As always, check out podcast related links on Link Tree at https://linktr.ee/NeighborOnTheLeft

Friday Dec 05, 2025

Trump says the D.C. shooting proves his immigration policies were too soft. Reality says the shooter was already vetted half to death, might’ve been radicalized here, and that the administration is using the tragedy as a political permission slip to target mostly non-white immigrants. In this episode, we dig into the numbers Trump doesn’t advertise, the racial double standard in his version of “public safety,” and why the outrage machine only seems to turn on when the shooter isn’t white. 
As always, check out podcast related links on Link Tree at https://linktr.ee/NeighborOnTheLeft

Tuesday Dec 02, 2025

In this episode, we break down the explosive revelations surrounding Defense Secretary Pete Hegseth’s alleged “kill them all” directive—an order tied to the September 2nd maritime strike that left unarmed survivors in the water dead.
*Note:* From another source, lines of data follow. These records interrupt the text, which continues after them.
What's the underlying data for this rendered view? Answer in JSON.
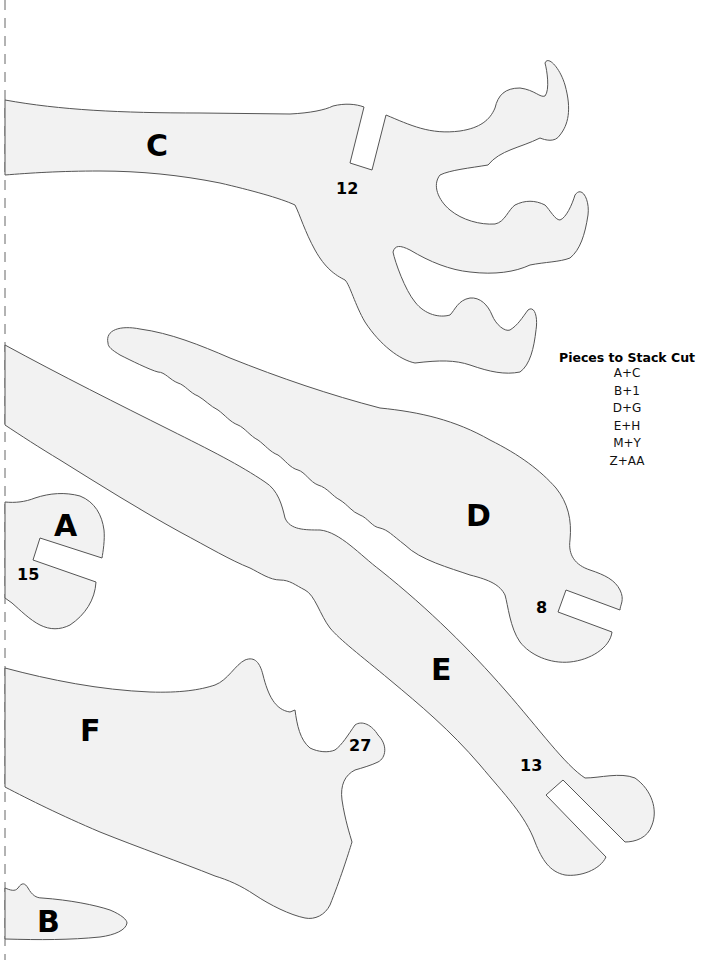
{
  "page": {
    "background": "#ffffff",
    "piece_fill": "#f2f2f2",
    "piece_outline": "#555555"
  },
  "pieces": {
    "C": {
      "letter": "C",
      "slot_number": "12"
    },
    "D": {
      "letter": "D",
      "slot_number": "8"
    },
    "E": {
      "letter": "E",
      "slot_number": "13"
    },
    "A": {
      "letter": "A",
      "slot_number": "15"
    },
    "F": {
      "letter": "F",
      "slot_number": "27"
    },
    "B": {
      "letter": "B"
    }
  },
  "stack_cut": {
    "title": "Pieces to Stack Cut",
    "items": [
      "A+C",
      "B+1",
      "D+G",
      "E+H",
      "M+Y",
      "Z+AA"
    ]
  }
}
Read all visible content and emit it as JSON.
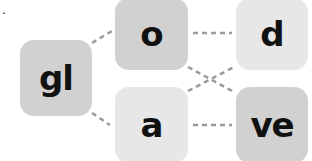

We explore the Trump administration’s escalating campaign of lethal strikes in the Caribbean, the legal and moral red lines these actions cross, and the mounting bipartisan backlash demanding answers. We also look at the wider concerns around Hegseth’s tenure, including long-standing warnings from military and intelligence professionals about his lack of qualifications, his disregard for international law, and his pattern of reckless judgment. Here's what happened, why it matters, and what it means for the country, democracy, and America’s global integrity.
As always, check out podcast related links on Link Tree at https://linktr.ee/NeighborOnTheLeft
 

Friday Nov 28, 2025

In this episode, we dive into the increasingly exhausting cycle of President Trump’s repetitive bluster—highlighted by his Thanksgiving turkey-pardon speech, where he once again turned a lighthearted national tradition into a political sideshow. From jabs at a governor, to jabs at the NY Times, it was another week of the same blather. How is anyone—not just critics, but even his own supporters—not completely worn out by the same old insults, grievances, and self-aggrandizing riffs? This episode takes a look at the monotony of Trump’s perpetual outrage machine and why America seems stuck listening to a political greatest-hits album of a performer with precious little. If any, new material.
As always, check out podcast related links on Link Tree at https://linktr.ee/NeighborOnTheLeft

Tuesday Nov 25, 2025

In this episode of Your Neighbor on the Left, we take a deep, slightly cathartic dive into the rise and fall of Marjorie Taylor Greene—one of the loudest, most chaotic voices in modern American politics. From her conspiracy-laced entrance into Congress to her headline-grabbing outbursts, culture-war crusades, and ultimately the bitter feud that ended her career, we trace how Greene went from MAGA’s golden child to a political cautionary tale. This is an episode for anyone who’s ever wondered how much noise one person can make—and what finally happens when it stops. Also on deck: I know you're a Piggy, but what am I, political retribution is a disaster, and the quiet confession about tariffs.